The example above shows a case where this potentially confusing list does make sense. For each Sales Order show the Customer. For each of those customers show all of that Customer’s Sales Orders. So this shows you all of the Sales Orders for a Customer’s specific Sales Order.
Work around: none
You can change anything except the following in a report model, and existing reports should still run:
Entities: ID and Inheritance properties
Attributes:.ID, DataType, and IsAggregate properties, and entity membership
Roles: ID and Cardinality properties, entity membership, related role and its cardinality and entity membership.
Note that if you change attribute expressions, entity/attribute/role bindings, or the definitions of tables and columns in the DSV (e.g. by modifying a Named Query), you may get different results, but the reports will still run.
Obviously, you can organize and re-organize things in and out of folders as often as you want, and all your existing reports will still load and run just fine.
Also, if you want to "deprecate" a field, you can use the Hidden property to exclude it from the design-time experience in Report Builder. This will not affect existing reports.
Optional relationships are not handled properly in SSRS Report Models. You have a Customer table, and a Sales Order table. Some customers have placed orders, and others have not. There is an optional relationship between Customer and Sales Order.

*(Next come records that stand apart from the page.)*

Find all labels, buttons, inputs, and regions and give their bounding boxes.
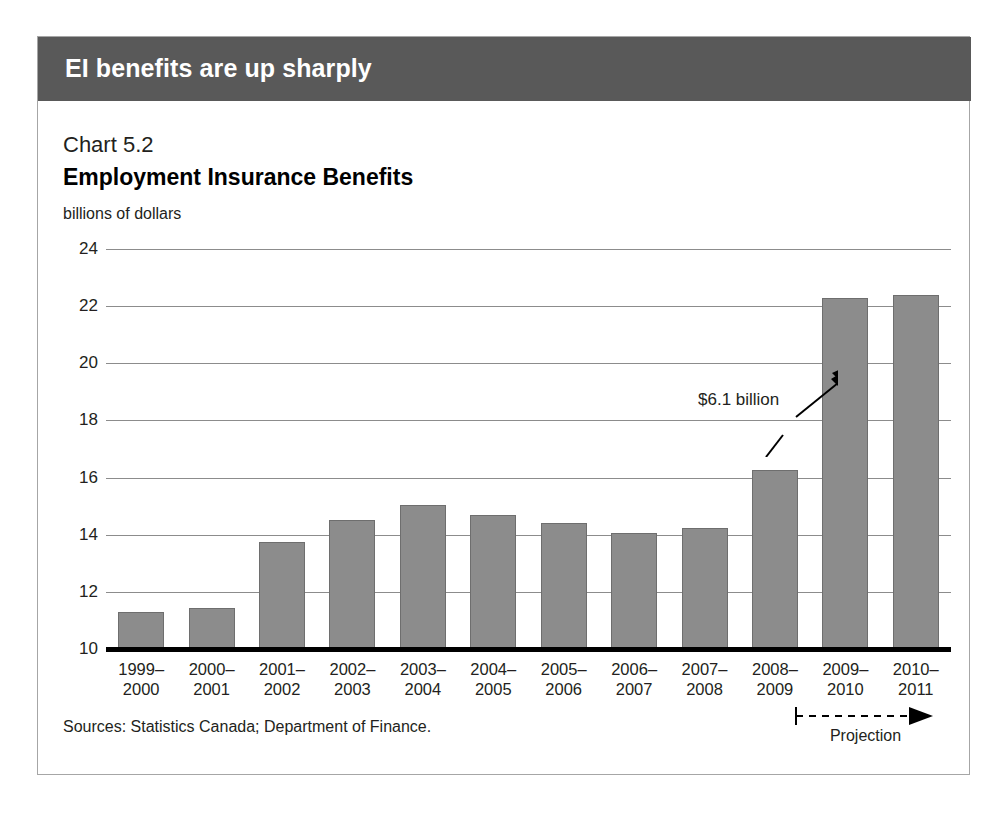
bar xyxy=(189,608,235,651)
y-axis-tick-label: 16 xyxy=(56,469,98,486)
x-axis-tick-label: 2009–2010 xyxy=(808,659,882,699)
bar xyxy=(470,515,516,651)
x-axis-tick-label-line: 2006 xyxy=(527,679,601,699)
axis-baseline xyxy=(106,647,951,652)
x-axis-tick-label-line: 2004– xyxy=(456,659,530,679)
x-axis-tick-label-line: 2011 xyxy=(879,679,953,699)
gridline xyxy=(106,249,951,250)
x-axis-tick-label-line: 1999– xyxy=(104,659,178,679)
bar xyxy=(893,295,939,651)
x-axis-tick-label-line: 2010 xyxy=(808,679,882,699)
x-axis-tick-label-line: 2002 xyxy=(245,679,319,699)
x-axis-tick-label-line: 2005 xyxy=(456,679,530,699)
x-axis-tick-label-line: 2004 xyxy=(386,679,460,699)
bar xyxy=(752,470,798,651)
y-axis-tick-label: 10 xyxy=(56,640,98,657)
y-axis-tick-label: 20 xyxy=(56,354,98,371)
x-axis-tick-label: 1999–2000 xyxy=(104,659,178,699)
chart-figure: EI benefits are up sharply Chart 5.2 Emp… xyxy=(37,36,970,775)
projection-label: Projection xyxy=(793,727,938,745)
x-axis-tick-label: 2004–2005 xyxy=(456,659,530,699)
x-axis-tick-label: 2007–2008 xyxy=(668,659,742,699)
x-axis-tick-label-line: 2001 xyxy=(175,679,249,699)
bar xyxy=(541,523,587,651)
bar xyxy=(400,505,446,651)
y-axis-tick-label: 12 xyxy=(56,583,98,600)
x-axis-tick-label-line: 2007 xyxy=(597,679,671,699)
bar xyxy=(118,612,164,651)
sources-note: Sources: Statistics Canada; Department o… xyxy=(63,718,431,736)
x-axis-tick-label-line: 2002– xyxy=(315,659,389,679)
y-axis-tick-label: 18 xyxy=(56,411,98,428)
x-axis-tick-label: 2002–2003 xyxy=(315,659,389,699)
projection-marker: Projection xyxy=(793,705,938,755)
x-axis-tick-label: 2000–2001 xyxy=(175,659,249,699)
x-axis-tick-label: 2008–2009 xyxy=(738,659,812,699)
x-axis-tick-label-line: 2007– xyxy=(668,659,742,679)
x-axis-tick-label-line: 2008 xyxy=(668,679,742,699)
bar xyxy=(329,520,375,651)
x-axis-tick-label-line: 2003 xyxy=(315,679,389,699)
x-axis-tick-label-line: 2000 xyxy=(104,679,178,699)
x-axis-tick-label-line: 2008– xyxy=(738,659,812,679)
x-axis-tick-label-line: 2000– xyxy=(175,659,249,679)
bar xyxy=(822,298,868,651)
x-axis-tick-label: 2003–2004 xyxy=(386,659,460,699)
bar xyxy=(682,528,728,651)
annotation-label: $6.1 billion xyxy=(698,390,779,410)
y-axis-tick-label: 22 xyxy=(56,297,98,314)
bar xyxy=(611,533,657,651)
x-axis-tick-label: 2005–2006 xyxy=(527,659,601,699)
x-axis-tick-label-line: 2009 xyxy=(738,679,812,699)
x-axis-tick-label: 2001–2002 xyxy=(245,659,319,699)
x-axis-tick-label-line: 2001– xyxy=(245,659,319,679)
plot-area: 1012141618202224 1999–20002000–20012001–… xyxy=(38,37,971,776)
y-axis-tick-label: 24 xyxy=(56,240,98,257)
x-axis-tick-label-line: 2005– xyxy=(527,659,601,679)
x-axis-tick-label-line: 2010– xyxy=(879,659,953,679)
x-axis-tick-label-line: 2003– xyxy=(386,659,460,679)
x-axis-tick-label-line: 2009– xyxy=(808,659,882,679)
x-axis-tick-label: 2006–2007 xyxy=(597,659,671,699)
x-axis-tick-label-line: 2006– xyxy=(597,659,671,679)
y-axis-tick-label: 14 xyxy=(56,526,98,543)
x-axis-tick-label: 2010–2011 xyxy=(879,659,953,699)
bar xyxy=(259,542,305,651)
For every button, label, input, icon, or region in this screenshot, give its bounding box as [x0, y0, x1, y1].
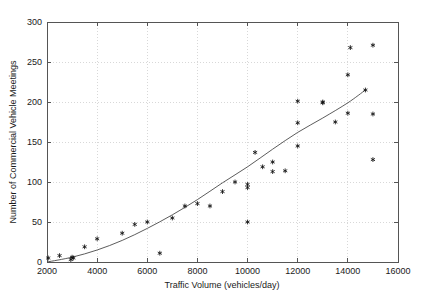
chart-figure: 200040006000800010000120001400016000 050…	[0, 0, 422, 302]
y-tick-label: 200	[27, 97, 42, 107]
y-tick-label: 50	[32, 217, 42, 227]
x-tick-label: 6000	[137, 266, 157, 276]
scatter-plot-svg: 200040006000800010000120001400016000 050…	[0, 0, 422, 302]
y-tick-label: 250	[27, 57, 42, 67]
x-tick-label: 2000	[37, 266, 57, 276]
x-tick-label: 14000	[335, 266, 360, 276]
x-tick-label: 16000	[385, 266, 410, 276]
y-tick-label: 150	[27, 137, 42, 147]
x-axis-title: Traffic Volume (vehicles/day)	[164, 280, 279, 290]
y-tick-label: 100	[27, 177, 42, 187]
x-tick-label: 4000	[87, 266, 107, 276]
y-tick-label: 300	[27, 17, 42, 27]
x-tick-label: 8000	[187, 266, 207, 276]
y-tick-label: 0	[37, 257, 42, 267]
x-tick-label: 12000	[285, 266, 310, 276]
x-tick-label: 10000	[235, 266, 260, 276]
y-axis-title: Number of Commercial Vehicle Meetings	[8, 60, 18, 224]
figure-background	[0, 0, 422, 302]
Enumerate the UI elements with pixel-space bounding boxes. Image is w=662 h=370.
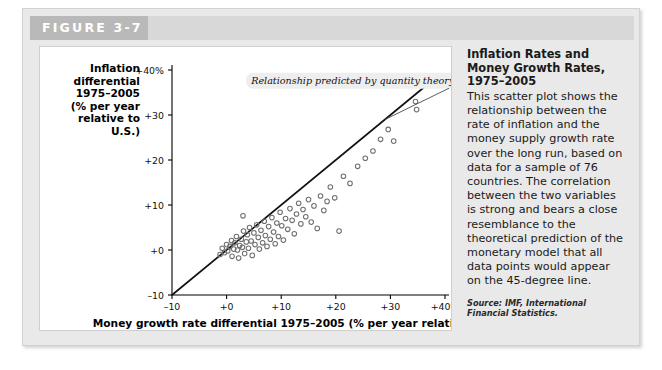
- data-point: [259, 228, 264, 233]
- figure-container: FIGURE 3-7 –10+0+10+20+30+40%–10+0+10+20…: [22, 8, 640, 346]
- data-point: [386, 127, 391, 132]
- data-point: [328, 185, 333, 190]
- data-point: [252, 231, 257, 236]
- data-point: [348, 181, 353, 186]
- data-point: [236, 256, 241, 261]
- chart-panel: –10+0+10+20+30+40%–10+0+10+20+30+40%Infl…: [39, 46, 452, 331]
- figure-body: –10+0+10+20+30+40%–10+0+10+20+30+40%Infl…: [30, 42, 634, 339]
- x-tick-label: –10: [164, 301, 181, 312]
- data-point: [247, 225, 252, 230]
- y-axis-title-line: U.S.): [111, 125, 140, 137]
- x-tick-label: +10: [271, 301, 291, 312]
- y-axis-title-line: 1975–2005: [76, 87, 140, 99]
- data-point: [241, 229, 246, 234]
- data-point: [413, 99, 418, 104]
- data-point: [341, 174, 346, 179]
- data-point: [414, 107, 419, 112]
- y-tick-label: –10: [147, 290, 164, 301]
- data-point: [244, 240, 249, 245]
- caption-source: Source: IMF, International Financial Sta…: [467, 298, 627, 318]
- data-point: [325, 199, 330, 204]
- data-point: [273, 241, 278, 246]
- data-point: [242, 251, 247, 256]
- data-point: [220, 246, 225, 251]
- x-axis-title: Money growth rate differential 1975–2005…: [93, 317, 451, 329]
- data-point: [285, 227, 290, 232]
- data-point: [315, 226, 320, 231]
- data-point: [378, 137, 383, 142]
- data-point: [283, 216, 288, 221]
- data-point: [246, 246, 251, 251]
- x-tick-label: +40%: [431, 301, 451, 312]
- figure-number-tab: FIGURE 3-7: [30, 16, 148, 40]
- data-point: [355, 164, 360, 169]
- x-tick-label: +20: [326, 301, 346, 312]
- data-point: [271, 230, 276, 235]
- data-point: [281, 238, 286, 243]
- annotation-label: Relationship predicted by quantity theor…: [250, 75, 451, 86]
- data-point: [309, 220, 314, 225]
- data-point: [253, 242, 258, 247]
- data-point: [363, 156, 368, 161]
- data-point: [279, 223, 284, 228]
- reference-line-45-degree: [172, 79, 434, 295]
- figure-number-label: FIGURE 3-7: [42, 20, 143, 35]
- data-point: [299, 222, 304, 227]
- data-point: [306, 197, 311, 202]
- data-point: [337, 229, 342, 234]
- data-point: [391, 139, 396, 144]
- y-tick-label: +20: [144, 155, 164, 166]
- data-point: [266, 224, 271, 229]
- data-point: [257, 247, 262, 252]
- data-point: [290, 218, 295, 223]
- data-point: [318, 194, 323, 199]
- data-point: [303, 214, 308, 219]
- data-point: [249, 239, 254, 244]
- data-point: [294, 212, 299, 217]
- data-point: [288, 206, 293, 211]
- data-point: [268, 237, 273, 242]
- data-point: [263, 233, 268, 238]
- y-axis-title-line: (% per year: [71, 100, 141, 112]
- caption-body: This scatter plot shows the relationship…: [467, 90, 627, 289]
- data-point: [278, 210, 283, 215]
- y-axis-title-line: differential: [74, 75, 140, 87]
- data-point: [270, 215, 275, 220]
- data-point: [234, 234, 239, 239]
- y-tick-label: +30: [144, 110, 164, 121]
- x-tick-label: +30: [381, 301, 401, 312]
- data-point: [250, 253, 255, 258]
- data-point: [241, 214, 246, 219]
- figure-caption: Inflation Rates and Money Growth Rates, …: [467, 48, 627, 328]
- scatter-chart: –10+0+10+20+30+40%–10+0+10+20+30+40%Infl…: [40, 47, 451, 330]
- data-point: [312, 204, 317, 209]
- y-axis-title-line: Inflation: [90, 62, 140, 74]
- data-point: [321, 208, 326, 213]
- data-point: [275, 221, 280, 226]
- x-tick-label: +0: [220, 301, 234, 312]
- data-point: [256, 235, 261, 240]
- y-axis-title-line: relative to: [78, 112, 140, 124]
- caption-title: Inflation Rates and Money Growth Rates, …: [467, 48, 627, 89]
- data-point: [332, 196, 337, 201]
- data-point: [292, 232, 297, 237]
- data-point: [260, 241, 265, 246]
- data-point: [371, 149, 376, 154]
- data-point: [265, 244, 270, 249]
- y-tick-label: +0: [150, 245, 164, 256]
- y-tick-label: +10: [144, 200, 164, 211]
- data-point: [296, 201, 301, 206]
- figure-header-band: FIGURE 3-7: [30, 16, 634, 40]
- data-point: [301, 207, 306, 212]
- data-point: [276, 234, 281, 239]
- data-point: [230, 254, 235, 259]
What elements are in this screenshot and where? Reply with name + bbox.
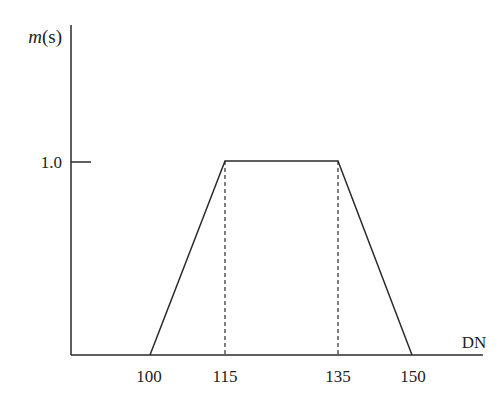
x-tick-label-135: 135 bbox=[325, 367, 351, 386]
x-tick-label-100: 100 bbox=[136, 367, 162, 386]
trapezoid-membership-chart: m(s) 1.0 100 115 135 150 DN bbox=[0, 0, 504, 403]
membership-curve bbox=[150, 161, 412, 355]
y-tick-label: 1.0 bbox=[41, 153, 62, 172]
x-tick-label-150: 150 bbox=[400, 367, 426, 386]
x-axis-label: DN bbox=[462, 333, 487, 352]
y-axis-label: m(s) bbox=[28, 26, 62, 48]
x-tick-label-115: 115 bbox=[213, 367, 238, 386]
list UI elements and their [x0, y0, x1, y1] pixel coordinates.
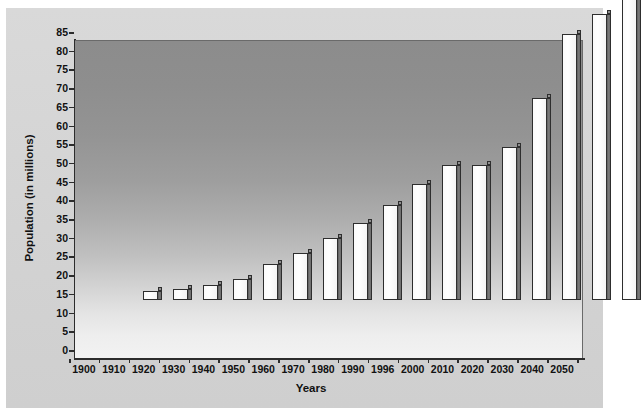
bar-front-face	[203, 285, 218, 300]
bar	[263, 260, 282, 300]
bar-side-face	[607, 14, 611, 300]
bar	[442, 161, 461, 300]
bar-top-face	[427, 180, 431, 184]
bar-top-face	[487, 161, 491, 165]
y-tick-mark	[69, 144, 74, 146]
y-tick-mark	[69, 200, 74, 202]
bar	[173, 285, 192, 300]
bar-top-face	[308, 249, 312, 253]
x-tick-mark	[129, 359, 131, 363]
bar-top-face	[607, 10, 611, 14]
chart-canvas: Population (in millions) 051015202530354…	[6, 8, 603, 408]
bar-side-face	[487, 165, 491, 300]
bar-front-face	[293, 253, 308, 300]
bar	[203, 281, 222, 300]
bar-front-face	[323, 238, 338, 300]
y-tick-mark	[69, 275, 74, 277]
y-tick-label: 30	[46, 233, 68, 243]
bar	[353, 219, 372, 300]
x-tick-mark	[577, 359, 579, 363]
y-tick-mark	[69, 182, 74, 184]
x-tick-label: 1910	[97, 363, 131, 375]
bar-front-face	[442, 165, 457, 300]
bar-front-face	[412, 184, 427, 300]
y-tick-mark	[69, 163, 74, 165]
bar-side-face	[547, 98, 551, 300]
x-tick-mark	[159, 359, 161, 363]
y-tick-label: 0	[46, 345, 68, 355]
bar-side-face	[457, 165, 461, 300]
y-tick-label: 20	[46, 270, 68, 280]
bar-top-face	[547, 94, 551, 98]
bar-top-face	[398, 201, 402, 205]
y-tick-mark	[69, 331, 74, 333]
bar-side-face	[338, 238, 342, 300]
y-tick-mark	[69, 219, 74, 221]
y-tick-label: 80	[46, 46, 68, 56]
bar	[622, 0, 641, 300]
x-tick-mark	[517, 359, 519, 363]
bar	[472, 161, 491, 300]
bar-top-face	[338, 234, 342, 238]
bar-side-face	[368, 223, 372, 300]
x-tick-label: 1950	[216, 363, 250, 375]
bar-top-face	[577, 30, 581, 34]
bar-front-face	[353, 223, 368, 300]
y-tick-label: 60	[46, 121, 68, 131]
y-tick-label: 25	[46, 251, 68, 261]
y-tick-label: 35	[46, 214, 68, 224]
x-tick-mark	[338, 359, 340, 363]
y-tick-mark	[69, 69, 74, 71]
x-tick-mark	[69, 359, 71, 363]
x-tick-label: 2050	[545, 363, 579, 375]
bar-side-face	[577, 34, 581, 300]
bar	[532, 94, 551, 300]
x-tick-mark	[487, 359, 489, 363]
bar-front-face	[143, 291, 158, 300]
bar-top-face	[278, 260, 282, 264]
y-tick-mark	[69, 256, 74, 258]
bar-front-face	[562, 34, 577, 300]
y-tick-mark	[69, 238, 74, 240]
bar-top-face	[158, 287, 162, 291]
bar-top-face	[218, 281, 222, 285]
bar	[323, 234, 342, 300]
x-tick-mark	[457, 359, 459, 363]
y-tick-mark	[69, 107, 74, 109]
x-axis-title: Years	[6, 382, 616, 394]
y-tick-label: 40	[46, 195, 68, 205]
bar	[383, 201, 402, 300]
bar-side-face	[218, 285, 222, 300]
x-tick-label: 1996	[366, 363, 400, 375]
x-tick-mark	[248, 359, 250, 363]
x-tick-mark	[398, 359, 400, 363]
bar-side-face	[248, 279, 252, 300]
plot-area	[75, 40, 583, 358]
x-tick-mark	[547, 359, 549, 363]
bar	[412, 180, 431, 300]
bar	[293, 249, 312, 300]
bar-side-face	[427, 184, 431, 300]
bar-side-face	[278, 264, 282, 300]
y-tick-label: 55	[46, 139, 68, 149]
bar-front-face	[233, 279, 248, 300]
x-tick-mark	[428, 359, 430, 363]
y-tick-mark	[69, 294, 74, 296]
bar-front-face	[592, 14, 607, 300]
bar-front-face	[173, 289, 188, 300]
bar-top-face	[457, 161, 461, 165]
bar-front-face	[532, 98, 547, 300]
y-axis-title: Population (in millions)	[20, 38, 38, 358]
y-tick-mark	[69, 88, 74, 90]
bar-side-face	[637, 0, 641, 300]
y-tick-mark	[69, 51, 74, 53]
x-tick-mark	[278, 359, 280, 363]
x-tick-mark	[308, 359, 310, 363]
x-tick-label: 1970	[276, 363, 310, 375]
bar-side-face	[517, 147, 521, 300]
bar-front-face	[383, 205, 398, 300]
bar	[502, 143, 521, 300]
bar-side-face	[158, 291, 162, 300]
bar-side-face	[188, 289, 192, 300]
x-tick-label: 1930	[157, 363, 191, 375]
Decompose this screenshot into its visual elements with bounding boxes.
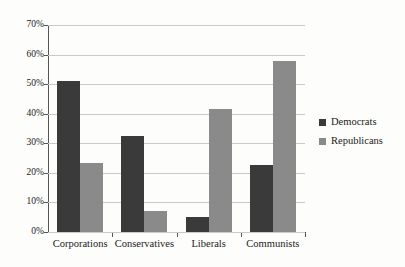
bar-republicans-liberals <box>209 109 232 232</box>
y-axis-labels: 0%10%20%30%40%50%60%70% <box>0 25 44 233</box>
y-axis-tick-mark <box>44 143 48 144</box>
bar-chart: 0%10%20%30%40%50%60%70% CorporationsCons… <box>0 0 405 267</box>
bar-democrats-corporations <box>57 81 80 232</box>
y-axis-tick-mark <box>44 114 48 115</box>
y-axis-tick-mark <box>44 55 48 56</box>
bar-democrats-liberals <box>186 217 209 232</box>
y-axis-tick-mark <box>44 173 48 174</box>
x-axis-tick-mark <box>112 233 113 237</box>
y-axis-tick-label: 40% <box>4 109 44 119</box>
bar-democrats-conservatives <box>121 136 144 232</box>
y-axis-tick-label: 20% <box>4 168 44 178</box>
legend-item-democrats: Democrats <box>319 117 405 128</box>
y-axis-tick-label: 70% <box>4 20 44 30</box>
bar-republicans-conservatives <box>144 211 167 232</box>
x-axis-label-liberals: Liberals <box>177 238 241 250</box>
x-axis-tick-mark <box>177 233 178 237</box>
bar-republicans-corporations <box>80 163 103 232</box>
y-axis-tick-label: 10% <box>4 197 44 207</box>
chart-legend: Democrats Republicans <box>319 117 405 155</box>
x-axis-tick-mark <box>241 233 242 237</box>
y-axis-tick-mark <box>44 25 48 26</box>
legend-item-republicans: Republicans <box>319 136 405 147</box>
bar-group <box>186 25 232 232</box>
x-axis-label-corporations: Corporations <box>48 238 112 250</box>
bar-democrats-communists <box>250 165 273 232</box>
y-axis-tick-mark <box>44 232 48 233</box>
bar-republicans-communists <box>273 61 296 233</box>
y-axis-tick-mark <box>44 84 48 85</box>
bar-group <box>57 25 103 232</box>
legend-label-republicans: Republicans <box>331 136 383 147</box>
y-axis-tick-label: 60% <box>4 50 44 60</box>
y-axis-tick-label: 50% <box>4 79 44 89</box>
plot-area <box>48 25 305 232</box>
y-axis-tick-label: 30% <box>4 138 44 148</box>
x-axis-tick-mark <box>305 233 306 237</box>
y-axis-tick-label: 0% <box>4 227 44 237</box>
bar-group <box>121 25 167 232</box>
legend-label-democrats: Democrats <box>331 117 376 128</box>
x-axis-label-communists: Communists <box>241 238 305 250</box>
y-axis-tick-mark <box>44 202 48 203</box>
x-axis-label-conservatives: Conservatives <box>112 238 176 250</box>
legend-swatch-icon-democrats <box>319 119 326 126</box>
legend-swatch-icon-republicans <box>319 138 326 145</box>
bar-group <box>250 25 296 232</box>
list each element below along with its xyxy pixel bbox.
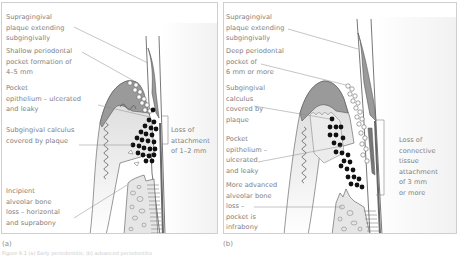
- label-bone-loss: More advanced alveolar bone loss – pocke…: [226, 180, 277, 233]
- label-loss-of-connective-attachment: Loss of connective tissue attachment of …: [399, 135, 438, 199]
- label-loss-of-attachment: Loss of attachment of 1–2 mm: [171, 125, 210, 157]
- figure-caption: Figure 9.1 (a) Early periodontitis; (b) …: [2, 250, 152, 256]
- label-deep-pocket: Deep periodontal pocket of 6 mm or more: [226, 46, 284, 78]
- panel-letter-b: (b): [223, 240, 233, 248]
- label-pocket-epithelium: Pocket epithelium – ulcerated and leaky: [6, 83, 81, 115]
- panel-advanced-periodontitis: Supragingival plaque extending subgingiv…: [223, 2, 457, 234]
- panel-letter-a: (a): [2, 240, 12, 248]
- label-subgingival-calculus: Subgingival calculus covered by plaque: [6, 125, 74, 146]
- panel-early-periodontitis: Supragingival plaque extending subgingiv…: [1, 2, 218, 234]
- label-pocket-epithelium: Pocket epithelium – ulcerated and leaky: [226, 134, 267, 176]
- label-shallow-pocket: Shallow periodontal pocket formation of …: [6, 46, 72, 78]
- label-bone-loss: Incipient alveolar bone loss – horizonta…: [6, 186, 60, 228]
- label-subgingival-calculus: Subgingival calculus covered by plaque: [226, 83, 265, 125]
- label-supragingival-plaque: Supragingival plaque extending subgingiv…: [226, 12, 284, 44]
- label-supragingival-plaque: Supragingival plaque extending subgingiv…: [6, 12, 64, 44]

The example below shows two customers and the number of orders each has placed. This is proper behavior – we wish to see all customers, and their order count.
Now we wish to change the report data set to show all customers, and the Sales Order ID for each order placed by the customer. We still wish to include customer who have not placed orders in our report.
By adding detail fields from the Sales Order table, we can see the outer join problem. We see each of the 4 orders for customer AW00000034, but customer AW00000032 is no longer included in the report.